The president’s $7.3 trillion budget for the next fiscal year proposes new spending on social programs and higher taxes on high earners and corporations. Yellen testified about the  administration's revenue proposals in its so-called Green Book, as well as plans for provisions of the Tax Cuts and Jobs Act (TCJA) of 2017 that are due to expire next year.

"The President's budget proposes additional investments to lower costs for workers and families and strengthen our economy while reducing the deficit," Yellen said in her opening statement. "It proposes making health care more affordable for millions of Americans by making permanent the expansion of tax credits for health insurance premiums enacted in the American Rescue Plan and extended in the Inflation Reduction Act. And the budget includes expanding the Earned Income Tax Credit, Child Tax Credit and Low-Income Housing Tax Credit—proposals which would contribute to lowering child poverty and giving working families more breathing room in their household budgets. We can make these investments while reducing the deficit by $3 trillion over a decade through a combination of smart savings and tax proposals."

The proposed budget is “filled with familiar partisan tax-and-spend proposals, doubling down on an agenda that was rejected even when Democrats had majorities in the Senate and House, said Sen. Mike Crapo (R-Idaho), the committee’s ranking member, in his opening statement. “The president proposes nearly $5 trillion in new and increased taxes. Tax increases of that magnitude will affect all Americans through lower paychecks and higher household expenses.”

Committee chairman Ron Wyden, (D-Ore.) urged Republicans on the committee to pass the tax extenders legislation that has languished.

"It has now been seven weeks since 357 members of the House voted to pass my bill with [Rep. Jason Smith (R-Mo.), chair of the House Ways and Means Committee] that expands the child tax credit and restores R&D incentives,” he said in a statement.

Yellen urged Congress to enable the United States to join the Organization for Economic Cooperation and Development's global minimum corporate tax agreement, noting that it's currently being implemented in jurisdictions around the world.

Crapo, Smith and other Republican lawmakers oppose joining the agreement. At the hearing, Crapo told Yellen that the Joint Committee on Taxation estimated that if both the rest of the world and United States enact the OECD rules designed to ensure that large multinational enterprises pay a minimum level of tax on the income arising in each jurisdiction where they operate, “the U.S would still lose over $50 billion.”

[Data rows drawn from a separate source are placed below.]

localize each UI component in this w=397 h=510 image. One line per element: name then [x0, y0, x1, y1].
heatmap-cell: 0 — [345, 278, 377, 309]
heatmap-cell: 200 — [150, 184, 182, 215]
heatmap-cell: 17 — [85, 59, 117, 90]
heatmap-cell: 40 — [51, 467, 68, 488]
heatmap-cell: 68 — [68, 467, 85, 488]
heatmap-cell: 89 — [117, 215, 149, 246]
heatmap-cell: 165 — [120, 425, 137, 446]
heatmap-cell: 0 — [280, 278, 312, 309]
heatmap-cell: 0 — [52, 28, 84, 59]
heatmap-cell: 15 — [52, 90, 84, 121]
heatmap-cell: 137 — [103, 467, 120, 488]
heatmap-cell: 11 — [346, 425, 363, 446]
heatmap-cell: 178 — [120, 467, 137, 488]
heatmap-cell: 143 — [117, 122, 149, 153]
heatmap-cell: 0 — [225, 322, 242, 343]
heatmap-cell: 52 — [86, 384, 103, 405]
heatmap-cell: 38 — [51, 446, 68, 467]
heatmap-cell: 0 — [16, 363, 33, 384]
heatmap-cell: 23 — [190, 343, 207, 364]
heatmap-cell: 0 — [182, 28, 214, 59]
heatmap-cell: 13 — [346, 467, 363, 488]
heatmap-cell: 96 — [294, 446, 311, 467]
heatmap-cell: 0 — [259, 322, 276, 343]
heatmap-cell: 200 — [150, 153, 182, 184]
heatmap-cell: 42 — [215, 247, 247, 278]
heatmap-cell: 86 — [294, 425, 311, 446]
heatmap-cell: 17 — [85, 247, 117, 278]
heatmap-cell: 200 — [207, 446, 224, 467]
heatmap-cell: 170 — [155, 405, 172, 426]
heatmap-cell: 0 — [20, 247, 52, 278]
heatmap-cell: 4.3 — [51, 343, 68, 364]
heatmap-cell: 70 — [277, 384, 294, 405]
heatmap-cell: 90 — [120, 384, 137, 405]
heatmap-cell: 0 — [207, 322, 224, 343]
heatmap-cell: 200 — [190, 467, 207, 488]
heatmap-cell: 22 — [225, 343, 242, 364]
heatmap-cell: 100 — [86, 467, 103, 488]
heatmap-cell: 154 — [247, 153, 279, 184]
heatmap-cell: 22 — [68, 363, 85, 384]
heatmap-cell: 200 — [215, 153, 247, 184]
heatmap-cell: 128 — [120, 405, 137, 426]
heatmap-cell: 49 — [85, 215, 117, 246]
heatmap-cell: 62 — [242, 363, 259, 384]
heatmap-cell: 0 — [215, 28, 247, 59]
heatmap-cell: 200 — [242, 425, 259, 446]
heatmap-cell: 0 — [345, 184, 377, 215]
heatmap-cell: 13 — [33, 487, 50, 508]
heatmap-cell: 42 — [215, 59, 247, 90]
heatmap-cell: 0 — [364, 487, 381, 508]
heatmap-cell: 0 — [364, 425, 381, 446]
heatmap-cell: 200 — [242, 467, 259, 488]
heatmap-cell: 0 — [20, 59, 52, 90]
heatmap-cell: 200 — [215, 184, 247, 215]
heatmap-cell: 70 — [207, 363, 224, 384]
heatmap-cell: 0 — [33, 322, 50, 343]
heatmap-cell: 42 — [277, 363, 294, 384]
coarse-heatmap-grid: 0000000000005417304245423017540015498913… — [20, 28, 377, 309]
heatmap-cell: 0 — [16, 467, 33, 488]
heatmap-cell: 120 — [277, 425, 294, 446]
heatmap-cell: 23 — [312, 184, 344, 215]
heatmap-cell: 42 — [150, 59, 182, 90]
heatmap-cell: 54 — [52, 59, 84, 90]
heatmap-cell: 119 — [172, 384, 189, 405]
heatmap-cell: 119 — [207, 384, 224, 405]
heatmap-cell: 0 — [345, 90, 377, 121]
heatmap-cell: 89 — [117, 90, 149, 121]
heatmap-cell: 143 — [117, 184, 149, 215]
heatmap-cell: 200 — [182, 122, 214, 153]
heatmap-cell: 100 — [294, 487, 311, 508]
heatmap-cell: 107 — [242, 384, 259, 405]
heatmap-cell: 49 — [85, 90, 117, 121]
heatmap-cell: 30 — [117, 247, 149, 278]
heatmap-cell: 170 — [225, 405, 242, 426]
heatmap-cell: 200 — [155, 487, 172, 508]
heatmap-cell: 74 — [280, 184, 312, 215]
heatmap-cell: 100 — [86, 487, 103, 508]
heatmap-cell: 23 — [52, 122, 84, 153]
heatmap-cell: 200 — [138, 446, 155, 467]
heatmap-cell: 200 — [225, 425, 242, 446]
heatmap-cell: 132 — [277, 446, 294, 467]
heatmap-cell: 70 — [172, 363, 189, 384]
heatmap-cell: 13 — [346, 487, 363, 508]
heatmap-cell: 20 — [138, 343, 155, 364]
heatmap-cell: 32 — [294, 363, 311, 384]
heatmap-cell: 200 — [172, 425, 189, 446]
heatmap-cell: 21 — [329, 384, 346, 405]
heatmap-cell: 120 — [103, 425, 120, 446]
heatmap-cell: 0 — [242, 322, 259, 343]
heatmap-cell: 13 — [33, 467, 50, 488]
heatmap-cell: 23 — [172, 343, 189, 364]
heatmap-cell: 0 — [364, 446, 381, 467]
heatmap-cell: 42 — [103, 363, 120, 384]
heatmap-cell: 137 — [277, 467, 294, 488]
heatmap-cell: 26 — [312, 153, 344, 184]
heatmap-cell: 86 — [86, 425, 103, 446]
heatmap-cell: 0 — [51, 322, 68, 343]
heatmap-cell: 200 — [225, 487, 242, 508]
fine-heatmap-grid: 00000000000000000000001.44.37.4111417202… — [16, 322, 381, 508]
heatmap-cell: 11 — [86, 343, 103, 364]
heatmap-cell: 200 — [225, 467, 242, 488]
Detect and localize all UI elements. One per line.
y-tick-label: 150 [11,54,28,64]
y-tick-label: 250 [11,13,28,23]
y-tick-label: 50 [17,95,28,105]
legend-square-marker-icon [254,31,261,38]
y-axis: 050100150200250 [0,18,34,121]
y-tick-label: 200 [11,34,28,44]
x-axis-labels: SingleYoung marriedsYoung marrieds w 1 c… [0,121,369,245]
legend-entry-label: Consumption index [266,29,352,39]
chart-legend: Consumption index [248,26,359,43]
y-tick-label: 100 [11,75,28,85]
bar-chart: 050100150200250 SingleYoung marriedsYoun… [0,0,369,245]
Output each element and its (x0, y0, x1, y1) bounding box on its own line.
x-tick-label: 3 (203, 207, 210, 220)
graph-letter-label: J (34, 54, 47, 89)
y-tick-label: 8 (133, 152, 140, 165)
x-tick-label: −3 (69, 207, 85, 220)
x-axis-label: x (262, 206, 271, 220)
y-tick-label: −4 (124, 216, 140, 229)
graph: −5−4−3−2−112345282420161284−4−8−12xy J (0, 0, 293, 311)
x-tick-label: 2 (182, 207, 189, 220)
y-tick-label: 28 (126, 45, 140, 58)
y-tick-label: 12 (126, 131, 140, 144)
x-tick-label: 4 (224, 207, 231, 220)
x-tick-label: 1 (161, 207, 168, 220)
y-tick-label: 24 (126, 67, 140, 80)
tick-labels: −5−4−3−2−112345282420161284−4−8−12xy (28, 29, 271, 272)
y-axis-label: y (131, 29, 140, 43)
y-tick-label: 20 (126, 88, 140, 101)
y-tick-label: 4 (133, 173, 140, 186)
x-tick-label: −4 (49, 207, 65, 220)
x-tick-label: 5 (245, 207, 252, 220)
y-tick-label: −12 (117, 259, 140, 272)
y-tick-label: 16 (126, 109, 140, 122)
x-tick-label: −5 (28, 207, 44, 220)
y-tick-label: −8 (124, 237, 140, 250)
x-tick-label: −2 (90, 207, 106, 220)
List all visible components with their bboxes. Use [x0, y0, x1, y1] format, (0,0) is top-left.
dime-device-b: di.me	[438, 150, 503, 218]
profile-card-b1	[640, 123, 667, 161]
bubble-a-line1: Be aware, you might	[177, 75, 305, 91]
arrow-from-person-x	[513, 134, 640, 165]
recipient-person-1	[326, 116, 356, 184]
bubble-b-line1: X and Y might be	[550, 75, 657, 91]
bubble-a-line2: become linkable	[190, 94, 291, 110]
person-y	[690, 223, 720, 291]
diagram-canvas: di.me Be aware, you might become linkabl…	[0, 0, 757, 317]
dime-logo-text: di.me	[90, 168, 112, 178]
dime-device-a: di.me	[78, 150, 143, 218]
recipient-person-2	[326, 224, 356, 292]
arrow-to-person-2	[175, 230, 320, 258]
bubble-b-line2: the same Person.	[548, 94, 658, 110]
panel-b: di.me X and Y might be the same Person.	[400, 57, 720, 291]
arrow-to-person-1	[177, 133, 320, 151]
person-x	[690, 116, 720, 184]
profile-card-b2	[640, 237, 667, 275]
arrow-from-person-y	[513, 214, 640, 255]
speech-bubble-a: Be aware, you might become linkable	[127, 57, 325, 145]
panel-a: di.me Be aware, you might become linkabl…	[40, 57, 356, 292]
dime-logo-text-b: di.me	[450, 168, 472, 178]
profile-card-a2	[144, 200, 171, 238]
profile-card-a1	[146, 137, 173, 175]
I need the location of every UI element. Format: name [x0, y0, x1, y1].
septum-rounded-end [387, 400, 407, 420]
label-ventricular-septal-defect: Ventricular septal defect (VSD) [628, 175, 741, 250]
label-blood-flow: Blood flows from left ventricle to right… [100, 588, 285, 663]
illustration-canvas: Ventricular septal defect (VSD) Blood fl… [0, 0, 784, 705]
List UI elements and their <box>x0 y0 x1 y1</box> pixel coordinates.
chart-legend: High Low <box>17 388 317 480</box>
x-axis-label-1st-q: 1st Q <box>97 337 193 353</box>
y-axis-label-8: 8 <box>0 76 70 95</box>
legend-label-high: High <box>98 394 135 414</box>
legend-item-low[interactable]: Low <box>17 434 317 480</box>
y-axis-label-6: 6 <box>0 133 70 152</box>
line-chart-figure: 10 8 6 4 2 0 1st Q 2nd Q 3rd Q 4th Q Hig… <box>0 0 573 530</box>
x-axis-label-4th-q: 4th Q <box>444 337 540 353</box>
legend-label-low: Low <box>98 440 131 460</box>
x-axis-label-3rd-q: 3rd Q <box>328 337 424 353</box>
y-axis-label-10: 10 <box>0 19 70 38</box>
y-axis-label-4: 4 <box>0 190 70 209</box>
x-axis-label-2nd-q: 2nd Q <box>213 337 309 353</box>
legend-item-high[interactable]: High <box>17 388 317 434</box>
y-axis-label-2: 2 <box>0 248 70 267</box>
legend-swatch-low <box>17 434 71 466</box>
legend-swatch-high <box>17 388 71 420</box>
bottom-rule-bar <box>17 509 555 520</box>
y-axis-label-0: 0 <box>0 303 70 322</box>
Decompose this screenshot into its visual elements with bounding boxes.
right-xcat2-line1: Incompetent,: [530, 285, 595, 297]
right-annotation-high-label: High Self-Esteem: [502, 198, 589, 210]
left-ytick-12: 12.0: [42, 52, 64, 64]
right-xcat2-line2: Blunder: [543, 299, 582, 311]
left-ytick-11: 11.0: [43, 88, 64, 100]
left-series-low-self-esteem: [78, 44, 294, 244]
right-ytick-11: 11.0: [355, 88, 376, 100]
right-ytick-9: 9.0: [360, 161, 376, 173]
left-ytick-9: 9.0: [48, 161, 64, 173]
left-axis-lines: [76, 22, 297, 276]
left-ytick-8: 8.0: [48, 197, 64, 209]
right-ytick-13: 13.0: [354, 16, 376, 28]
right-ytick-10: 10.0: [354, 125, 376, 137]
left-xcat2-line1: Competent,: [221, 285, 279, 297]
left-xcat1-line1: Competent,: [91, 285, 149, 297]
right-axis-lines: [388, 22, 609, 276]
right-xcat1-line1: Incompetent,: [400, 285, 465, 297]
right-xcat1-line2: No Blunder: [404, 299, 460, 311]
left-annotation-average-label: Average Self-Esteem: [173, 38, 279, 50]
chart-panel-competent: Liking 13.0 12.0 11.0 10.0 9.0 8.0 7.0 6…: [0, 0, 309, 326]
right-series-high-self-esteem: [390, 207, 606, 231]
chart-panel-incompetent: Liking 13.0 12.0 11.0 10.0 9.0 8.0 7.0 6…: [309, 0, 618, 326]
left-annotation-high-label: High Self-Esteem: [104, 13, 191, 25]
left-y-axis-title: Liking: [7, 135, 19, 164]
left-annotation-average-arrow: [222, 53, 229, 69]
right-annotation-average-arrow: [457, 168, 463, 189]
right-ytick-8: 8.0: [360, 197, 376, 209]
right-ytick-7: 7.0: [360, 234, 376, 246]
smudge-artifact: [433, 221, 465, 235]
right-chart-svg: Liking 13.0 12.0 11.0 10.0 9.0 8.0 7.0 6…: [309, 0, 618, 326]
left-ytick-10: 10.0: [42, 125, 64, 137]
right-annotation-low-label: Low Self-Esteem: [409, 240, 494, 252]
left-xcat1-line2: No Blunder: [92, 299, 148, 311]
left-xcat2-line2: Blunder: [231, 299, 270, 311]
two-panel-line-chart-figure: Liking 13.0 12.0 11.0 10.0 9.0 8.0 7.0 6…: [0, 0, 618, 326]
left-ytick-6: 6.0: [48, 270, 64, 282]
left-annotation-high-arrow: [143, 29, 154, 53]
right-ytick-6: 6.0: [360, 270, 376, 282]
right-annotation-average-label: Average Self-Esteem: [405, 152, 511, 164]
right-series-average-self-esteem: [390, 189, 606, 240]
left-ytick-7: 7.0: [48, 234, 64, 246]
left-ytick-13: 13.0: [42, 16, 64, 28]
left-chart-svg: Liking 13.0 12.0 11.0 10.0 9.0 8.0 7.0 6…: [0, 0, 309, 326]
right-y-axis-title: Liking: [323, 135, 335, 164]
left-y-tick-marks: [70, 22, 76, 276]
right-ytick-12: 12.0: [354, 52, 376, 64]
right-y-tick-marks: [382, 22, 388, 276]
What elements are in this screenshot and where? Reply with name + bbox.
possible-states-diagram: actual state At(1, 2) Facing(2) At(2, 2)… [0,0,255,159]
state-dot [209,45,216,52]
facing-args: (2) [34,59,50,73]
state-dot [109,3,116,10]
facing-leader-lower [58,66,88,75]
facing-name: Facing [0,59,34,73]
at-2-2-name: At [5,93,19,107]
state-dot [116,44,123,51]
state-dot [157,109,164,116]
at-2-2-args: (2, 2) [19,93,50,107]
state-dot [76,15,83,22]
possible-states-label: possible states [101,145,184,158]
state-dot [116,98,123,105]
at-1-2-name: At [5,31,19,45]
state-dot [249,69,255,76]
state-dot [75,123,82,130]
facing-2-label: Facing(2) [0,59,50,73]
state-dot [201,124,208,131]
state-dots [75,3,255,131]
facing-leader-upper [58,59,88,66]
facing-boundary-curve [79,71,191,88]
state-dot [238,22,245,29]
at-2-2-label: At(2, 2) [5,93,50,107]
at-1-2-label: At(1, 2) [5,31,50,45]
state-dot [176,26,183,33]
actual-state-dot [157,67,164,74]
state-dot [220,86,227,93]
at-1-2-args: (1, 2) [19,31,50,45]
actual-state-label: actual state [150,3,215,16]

“The corporate tax increase would be significant because the average global corporate rate is within a percentage or so of where we are right now," said Edward Renn, a partner in the private client and tax team at law firm Withers, in an interview with Accounting Today. "That would impact businesses in a big way on profitability."

There is disagreement among tax experts about whether the United States should allow the OECD to set tax policy, Accounting Today reported.

"They're looking at what's going on with the OECD and its tax regime for global tax, and I think they're trying to come up with something that's really approximate to what the OECD is trying to accomplish," said Christopher McLoon of law firm Cozen O'Connor  in an interview with Accounting Today. "There's definitely a legitimate policy goal. I think the contra argument to that is that we don't share their goal. We're the United States. We want our own thing. We don't want to be guided by what the OECD does." 

In general, "[t]he budget is a wish list," said McLoon. "There's so much of this that, at least under present conditions, absolutely will not be law."